Postmortem


>This game was made in under a month so its not the most polished game out there but I do think I was able to realize a lot what I set out to do with this game so this will be a small reflection on the what I learned, what I accomplished and what I want to do better next time.

>The start: the whole idea of this game was spawned from an ideation session I had with a friend(the other name in the credits below, they were unable to actually participate due to circumstance) that I entered into a game jam with. It was also partly a way to vent the frustration and pressures of the last few years of university workloads. What better way to emulate the feeling of millions of deadlines and unsustainable multitasking then by making an office simulation game!

>The goals: I had been working on learning Unity and wanted to apply all the stuff I had learned so far to an actual game. I had also been very interested in VFX stuff as well as UI/UX design in games so the I thought it would be really fun if the UI/UX played a central role in how you interreacted with the mechanics of the game which is why I suggested the idea of making a faux desktop environment where our game would take place. To keep things manageable we wanted the mini-games to be relatively bare bones and easy to pick up.

>Now with the context out of the way lets reflect. The highlight of this game was in my head from the get go supposed to be the visuals and the feel of navigating the space. I realized a couple days into dev that it would probably not be a very fun game and that making it fun would either require a decent amount of time balancing it or better designed minigames which also might take up more time to build. On that note I think I was able to do that aspect of the game justice. One of the small things Im a bit happy about is that do a lot of things move in the game their all animated through code rather then directly through animations with pretty much all of it done through the Lean Tween tweening library and rest done via shaders such as the animated background for the security game. The CRT effect was probably the most fun thing I worked on during the development of this game its a relatively simple custom shader that is run in the blit script as a post processing effect. It samples a scrolling simple noise using only the y coordinates of the input UV to generate scan lines, these scan lines re then added to another scrolling noise texture to generate the a mask which is we can interpolate to with the screen texture to give that noisy scan line effect. Adding a simple lens distortion and bloom using the built in post processing options for unity's URP gives completes the effect.

>Designing the graphic elements was interesting because though I have done bits and pieces before, I havnt really gone through the whole process of developing all a games assets so getting my hands dirty with Unity's art pipeline was fun.

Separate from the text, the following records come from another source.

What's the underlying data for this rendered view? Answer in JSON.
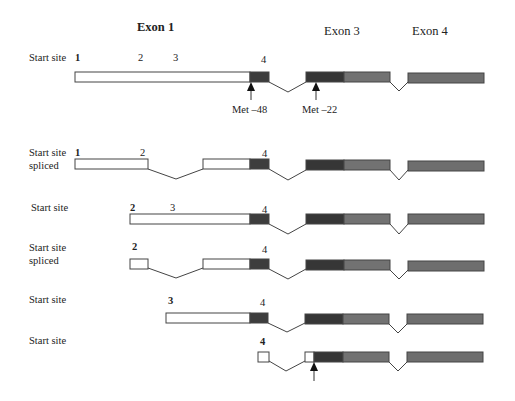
{
  "headers": {
    "exon1": "Exon 1",
    "exon3": "Exon 3",
    "exon4": "Exon 4"
  },
  "met_labels": {
    "met48": "Met –48",
    "met22": "Met –22"
  },
  "colors": {
    "utr_white": "#ffffff",
    "coding_dark": "#3d3d3d",
    "coding_mid": "#5a5a5a",
    "coding_light": "#7a7a7a",
    "outline": "#444444",
    "intron_line": "#444444"
  },
  "rows": [
    {
      "label": "Start site",
      "label2": "",
      "numbers": [
        {
          "t": "1",
          "bold": true,
          "x": 75
        },
        {
          "t": "2",
          "bold": false,
          "x": 140
        },
        {
          "t": "3",
          "bold": false,
          "x": 172
        },
        {
          "t": "4",
          "bold": false,
          "x": 262
        }
      ]
    },
    {
      "label": "Start site",
      "label2": "spliced",
      "numbers": [
        {
          "t": "1",
          "bold": true,
          "x": 75
        },
        {
          "t": "2",
          "bold": false,
          "x": 140
        },
        {
          "t": "4",
          "bold": false,
          "x": 262
        }
      ]
    },
    {
      "label": "Start site",
      "label2": "",
      "numbers": [
        {
          "t": "2",
          "bold": true,
          "x": 130
        },
        {
          "t": "3",
          "bold": false,
          "x": 170
        },
        {
          "t": "4",
          "bold": false,
          "x": 262
        }
      ]
    },
    {
      "label": "Start site",
      "label2": "spliced",
      "numbers": [
        {
          "t": "2",
          "bold": true,
          "x": 132
        },
        {
          "t": "4",
          "bold": false,
          "x": 262
        }
      ]
    },
    {
      "label": "Start site",
      "label2": "",
      "numbers": [
        {
          "t": "3",
          "bold": true,
          "x": 167
        },
        {
          "t": "4",
          "bold": false,
          "x": 260
        }
      ]
    },
    {
      "label": "Start site",
      "label2": "",
      "numbers": [
        {
          "t": "4",
          "bold": true,
          "x": 260
        }
      ]
    }
  ]
}
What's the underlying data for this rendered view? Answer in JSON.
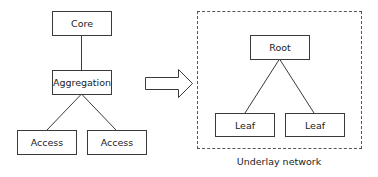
{
  "left_topology": {
    "core": {
      "label": "Core"
    },
    "aggregation": {
      "label": "Aggregation"
    },
    "access": [
      {
        "label": "Access"
      },
      {
        "label": "Access"
      }
    ]
  },
  "transition_arrow": {
    "icon": "right-block-arrow-icon"
  },
  "right_topology": {
    "group_caption": "Underlay network",
    "root": {
      "label": "Root"
    },
    "leaves": [
      {
        "label": "Leaf"
      },
      {
        "label": "Leaf"
      }
    ]
  },
  "colors": {
    "stroke": "#3a3a3a",
    "text": "#222222",
    "background": "#ffffff"
  }
}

>Its time for the bad. My biggest regret is that we over engineered the our solution for having minigames that would run in the back ground quite a bit by making them all play outside the view of our main screen and having them captured to a render texture which is then displayed in the windows of the game. This made input management really annoying particularly for UI because none of the input received could be used without first checking the active window and then transforming the input coordinate from desktop space to minigame space.  The other major shortcoming was that due to time limits I wasn't able to actually make a proper plan of attack in terms of architecture of the code base; I did a major refactoring pass halfway through which cleaned things up significantly but it devolved back into noodles a couple of days after.  The experience however was really useful because the refactoring pass helped reinforce some C# idiosyncrasies that I hadn't fully grasped. For example in order to organize the communications between the some of the Sub Manager classes and the objects they were responsible for I had to understand how C# actions worked which was very enlightening, I was able to add a lot of stuff to my tool set thanks to this which I wouldn't have needed while working on smaller stuff.  One other important thing I learned is that though the new input manager for unity is pretty cool and makes alot of stuff more streamlined, its a lot easier to use the old input system for games where inputs are really simple such as this game where effectively the whole thing runs through the mouse.